All four programs got my husband and I in the kitchen together, talking about food, comparing notes on dishes, and discussing why the programs did or did not work for us. We had fallen in a rut where
I was the one who did the true cooking, my husband heated a frozen option or scrambled eggs if I was sick, tired, away for home, etc.
Before we started this experiment, we were, in a word, bored. I was bored with menu planning and uninspired in the kitchen. Three of these programs gave us exciting new ways to look at familiar and unfamiliar ingredients. Even our least favorite program added a couple of new recipes to our kitchen repertoire. Easy became the enemy of good. Now we have a variety of dishes to chose from in our menu planning and, frankly, I'm energized because I am cooking with my husband.
As for how the companies address vegetarians, I suspect it is in their vegetarian options that the companies show their true natures.
Home Chef was our least favorite. While there were a couple of standouts, there was a lot of pasta, little protein, little new or challenging. That's not to say that the same holds true for their meat entrees. It says that they were not inspired or inspiring in their vegetarian options.
Blue Apron was the complete opposite of Home Chef for vegetarians. The dishes were often unfamiliar cuisines. The ingredients were often unfamiliar. The tastes were sometimes challenging. This certainly wasn't an exercise in same old protein sources. This would be a great program for truly adventuresome eaters with fair kitchen skills. Since we started our experiment, Blue Apron has gone on a roller coaster ride in the stock market and began offering versions of their kits in Costco stores. The downside for us was the sorting of ingredients and the long prep and cooking time.
Hello Fresh has a good system. The vegetarian meals may be more interesting than the meat entrees. There was a broad range of readily available ingredients that make it easy to replicate the recipes. Putting everything together for each meal was a definite plus. It took no time at all to pull out the bag labeled for the dinner I wanted, open the bag and start in on the veggie washing and slicing/dicing. The downside was how quickly the recipes started to repeat. Because the ingredients are commonly found in the local grocery store, the incentive to continue buying Hello Fresh is diminished.

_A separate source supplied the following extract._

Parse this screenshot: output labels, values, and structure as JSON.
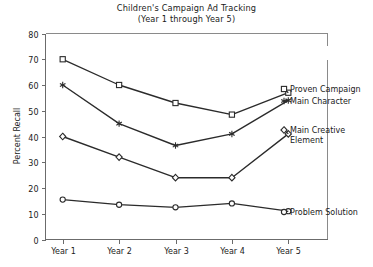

Plated was certainly the most flexible of the plans. Although we started to see some dishes repeat, there was always at least one vegetarian dish to replace the repeat. For some reason, Mushroom Cavatelli and Grandma's Skillet Pie (our least favorite from Plated) have been showing up often. I'm not sure we would buy the desserts often because I am almost always watching the calorie intake and because we have some great dessert recipes already. There were many common ingredients and just enough exotic ingredients to keep us interested.
If Hello Fresh added to their vegetarian menu, it would be a hands down winner. It has the most convenient packing of individual meals, a good variety of interesting recipes and a decent price. If we had to choose one company today, it might be Plated because of the range of vegetarian options, a good system for getting around repeats, and flexibility.
Coming Up...
We just got our first shipment from Hungry Root, an entirely vegan meal prep delivery system. Be watching as I change up our experiment to examine systems designed for vegetarians/vegans.